- _About this exercise_
Every line from the first one in the listing down to the line with "This screenshot has" should be restated word for word.

═══ Records for this exercise ═══

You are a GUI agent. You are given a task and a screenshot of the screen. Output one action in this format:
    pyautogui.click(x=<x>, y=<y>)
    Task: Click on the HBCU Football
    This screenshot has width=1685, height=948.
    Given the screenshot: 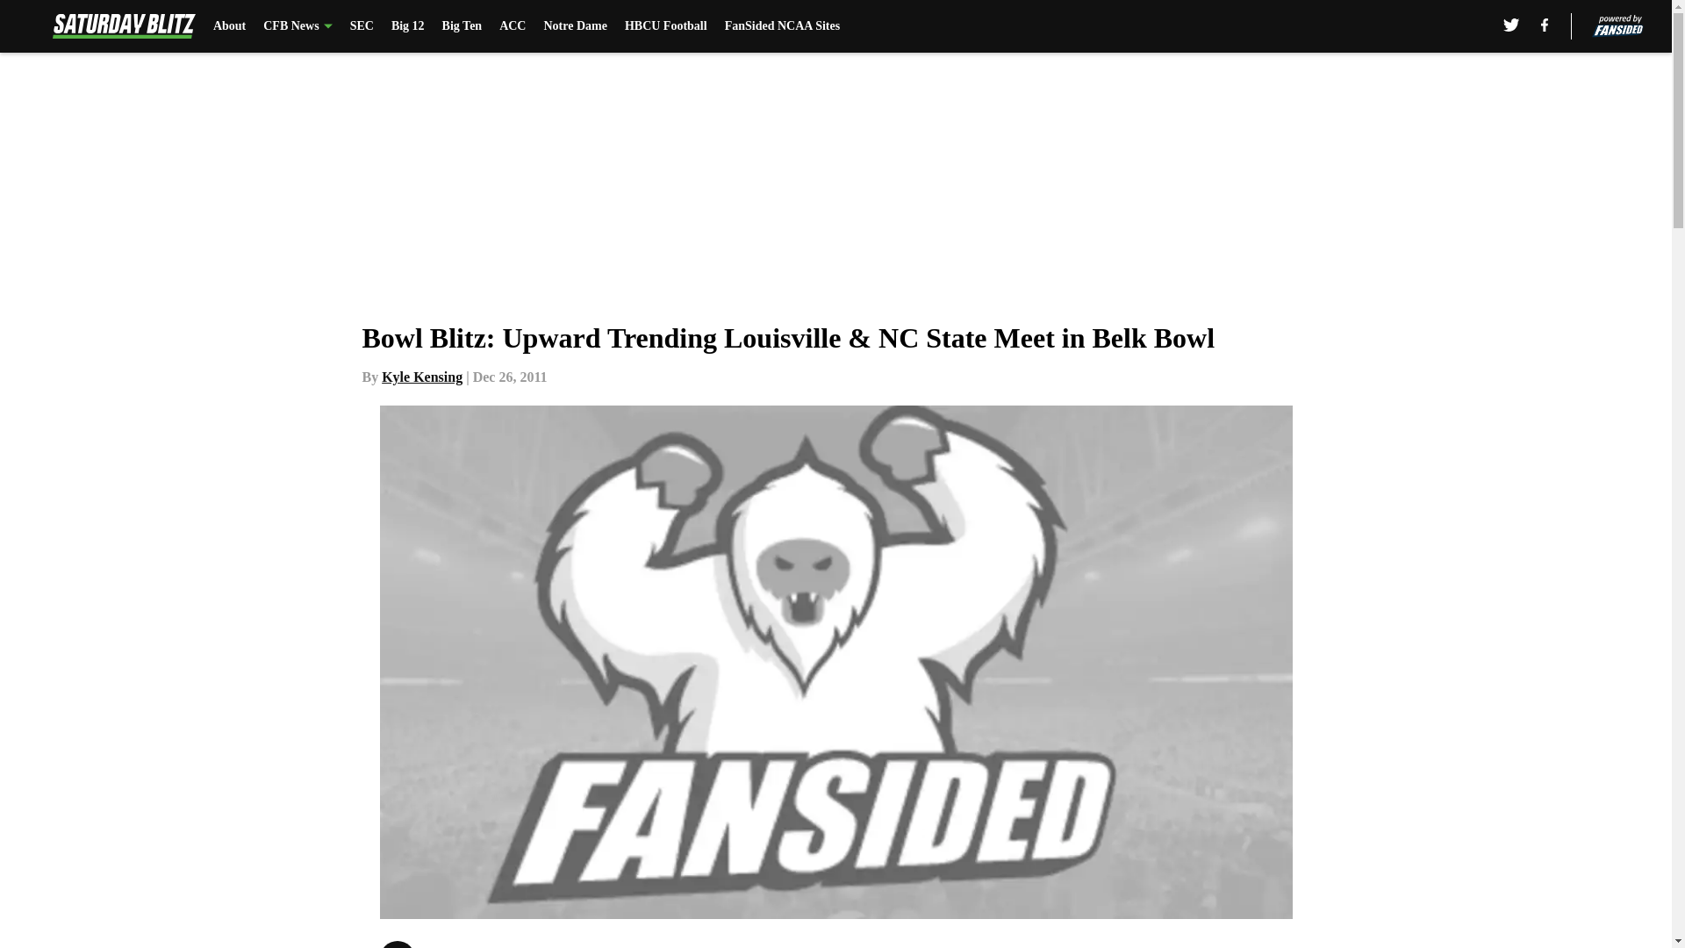 What is the action you would take?
    pyautogui.click(x=666, y=26)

═══

- _Answer to this exercise_
You are a GUI agent. You are given a task and a screenshot of the screen. Output one action in this format:
    pyautogui.click(x=<x>, y=<y>)
    Task: Click on the HBCU Football
    This screenshot has width=1685, height=948.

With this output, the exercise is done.